Monday, February 9, 2015

For many in mainline churches, the experience of confirmation is a rite of passage.  It is a time when the church leads the young person through a systematic study of the faith:  Old and New Testaments, the Trinity, history of the church, the Confessions, significant themes of faith, the practice of faith, stewardship, and so on.  Some church traditions have a lengthy period of time dedicated to Confirmation; others practice Confirmation-lite. 

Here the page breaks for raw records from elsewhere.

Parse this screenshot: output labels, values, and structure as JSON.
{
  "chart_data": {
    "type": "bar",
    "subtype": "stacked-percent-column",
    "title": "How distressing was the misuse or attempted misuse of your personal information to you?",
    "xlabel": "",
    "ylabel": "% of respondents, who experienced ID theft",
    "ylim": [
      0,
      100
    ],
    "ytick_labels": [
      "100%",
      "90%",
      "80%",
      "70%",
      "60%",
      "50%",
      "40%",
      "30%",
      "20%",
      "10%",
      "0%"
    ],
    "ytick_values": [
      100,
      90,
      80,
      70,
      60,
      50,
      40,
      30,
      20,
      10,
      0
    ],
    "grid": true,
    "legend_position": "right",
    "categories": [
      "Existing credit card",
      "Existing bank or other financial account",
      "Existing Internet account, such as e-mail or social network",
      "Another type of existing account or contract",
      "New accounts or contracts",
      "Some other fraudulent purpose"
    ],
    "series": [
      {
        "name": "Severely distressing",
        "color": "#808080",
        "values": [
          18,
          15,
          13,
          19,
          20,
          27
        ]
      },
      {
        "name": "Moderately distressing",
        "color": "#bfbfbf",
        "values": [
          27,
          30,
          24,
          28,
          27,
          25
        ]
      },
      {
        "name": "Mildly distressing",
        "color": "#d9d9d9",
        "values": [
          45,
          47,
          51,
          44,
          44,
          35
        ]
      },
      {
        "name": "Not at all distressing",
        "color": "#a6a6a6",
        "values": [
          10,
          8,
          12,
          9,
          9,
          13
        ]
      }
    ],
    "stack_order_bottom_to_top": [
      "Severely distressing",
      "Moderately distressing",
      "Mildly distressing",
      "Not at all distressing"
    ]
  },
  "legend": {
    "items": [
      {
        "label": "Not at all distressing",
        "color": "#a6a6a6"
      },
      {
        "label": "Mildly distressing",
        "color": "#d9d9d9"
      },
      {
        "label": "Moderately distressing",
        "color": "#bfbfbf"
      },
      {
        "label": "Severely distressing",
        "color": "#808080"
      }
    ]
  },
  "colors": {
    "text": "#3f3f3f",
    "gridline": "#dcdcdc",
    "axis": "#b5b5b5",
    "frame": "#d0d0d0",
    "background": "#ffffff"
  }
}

My home church set time aside on Sunday evenings for a few months when the students would come together with the pastor.  That pastor was my father.  I went through confirmation with my father teaching the lessons.  Not once, but twice.  I’m not sure why my father wanted me to come to the confirmation class he was leading the year before my peers went through the class, but he did.  So I attended the year before I was to be confirmed and then again the year I was confirmed. 
It actually was a good thing since the second time through helped me to remember so many of the lessons.  Amusingly, as I sat through it the second time and my father would ask a question I would remember that he’d asked it the year before, but I couldn’t remember the answer.  I guess it wasn’t amusing to me at the time, but now I think of how often I tell my boys things and they forget.  Come to think of it, it’s not amusing.  Forget that I said that.
One of the things that really stuck with me through the years is the lesson on SIN.  Having one’s father stand in front of all your peers and talk about sin is an interesting experience.  I remember he wrote on the chalkboard in BIG capital letters:  SIN.  He turned around and looked at the now quiet class of pubescent adolescents with wide eyes and asked “What is at the center of sin?” 
Total silence.  The kind of silence that is the result of being caught; from feeling guilty. 
Have you ever been on a tour of a cave when the guide flips a switch and all the lights go off?  It’s absolute darkness.  The confirmation class was the audible equivalent of absolute darkness.  I imagine my peers were thinking what I was thinking, although maybe it was just me since it was my father who asked the question.  It was a memorably uncomfortable moment for me, but that’s not the point. 
After my father solicited a few responses like lying, killing, and a few others I don’t recall, he asked again “What is at the center of SIN?” and then he turned to the blackboard and drew a circle around the center letter and then looked at us again and said with an actor’s flair “I.  I am at the center of SIN.” 
Now there was silence, but it was a silence that arose from confusion.  The synapses were firing, but the connections weren’t yet established.  My father went on to explain that sin arises from putting ourselves in God’s place, self-idolatry.  All sin is the result of trying to be, desiring to be, believing one is God.  Eat of this fruit and you will be like God. 
It has been a lesson I have remembered so many, many times.  It’s a lesson I’ve reused too. 
I’ve wondered if I would have remembered that if I’d only attended confirmation once instead of twice.  I probably would have eventually remembered it anyway since the lesson is reinforced on a daily basis.  It’s a lesson that has helped me make sense of so much in my life and the world as I experience brokenness and hurt and pain and suffering and emotions that I don’t think we were created to feel, but do feel because of the sin that rises from our own hearts. 
I’m thankful for that lesson, but I’m thankful that my father didn’t leave it there, didn’t leave us there in our sin, sitting in the stench of our self-idolatry.  Sin needs to be addressed, but it is never and should never be the last word.  Instead, the last word is Grace.  We are forgiven.  We receive mercy.  We are loved.  We are redeemed.  We are reconciled. 
Those confirmation lessons weren’t comprehensive or absolute, but they were like a detective kit that has served me through the years, helping me to see the clues God leaves, helping me to make sense of the experiences and also to understand scripture. 
We each were given a Bible verse that we were to commit to memory.  Mine was 2 Corinthians 5: 21:  For our sake he made him to be sin who knew no sin, so that in him we might become the righteousness of God.